Dáil debates

Tuesday, 5 February 2019

European Defence Agency Project: Referral to Select Committee

 

8:30 pm

Photo of Pat BuckleyPat Buckley (Cork East, Sinn Fein) | Oireachtas source

Our approach to all of the motions related to EU defence that have come before the House since the Lisbon treaty referendum result, which tied Ireland to the EDA, has been to view them with a healthy amount of suspicion given that the purpose of the agency and the intent of most of our EU partners is to achieve an EU army gradually and to increase military spending. The other aims are to increase interoperability, to make national armies indistinct from and dependent on each other and to enhance military capabilities above what is required to defend the EU, even in an armageddon scenario. Every step that further aligns us with the EU military project further erodes our neutrality and further undermines our reputation, built on UN duties which have resulted in the loss of 86 Irish soldiers since 1960.

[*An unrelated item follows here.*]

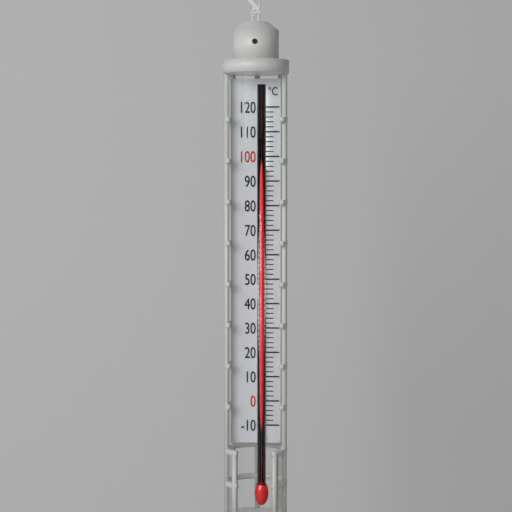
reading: 96 °C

Nobody is denying that the threat level is greater in today's world and that armies and armed groups around the world are becoming more sophisticated. There is a need to afford the soldiers of the Defence Forces the greatest level of protection possible and a need for their skills to be increasingly honed and their equipment adequate not only to protect themselves, but also those they seek to protect. This can be done without eroding our national interests or our neutrality. The State's neutrality should not be sacrificed on the altar of interoperability and greater efficiencies. It is amazing to see Fine Gael's headlong rush into the EU-led military agenda, with the support of Fianna Fáil and the Independent Alliance, while it still will not pay members of the Defence Forces a decent wage or, in some cases, even a living wage.

We are also no closer to protecting our soldiers abroad or at home from Lariam, despite a Dáil motion instructing the Minister and military to do so. We are also way behind other EU militaries in admitting the failures of the past and the legacy of very sick serving and former members of the Air Corps. None of these issues, however, gets the Government's attention in the same way as EU militarisation. The last two years have witnessed a rapid advance in the militarisation of the EU. In 2017 Jean-Claude Juncker, President of the EU Commission, proclaimed:

By 2025 we need a fully-fledged European Defence Union. We need it. And NATO wants it.

This development is facilitated by the Lisbon treaty. Sinn Féin repeatedly stated that the treaty would lead to a militarisation of the EU and the creation of an EU army. This is what we are now seeing in real time. If this motion passes today our spokesperson on defence, an Teachta Ó Snodaigh, will explain in detail his deep concerns about it and this development directly with the Minister of State in committee.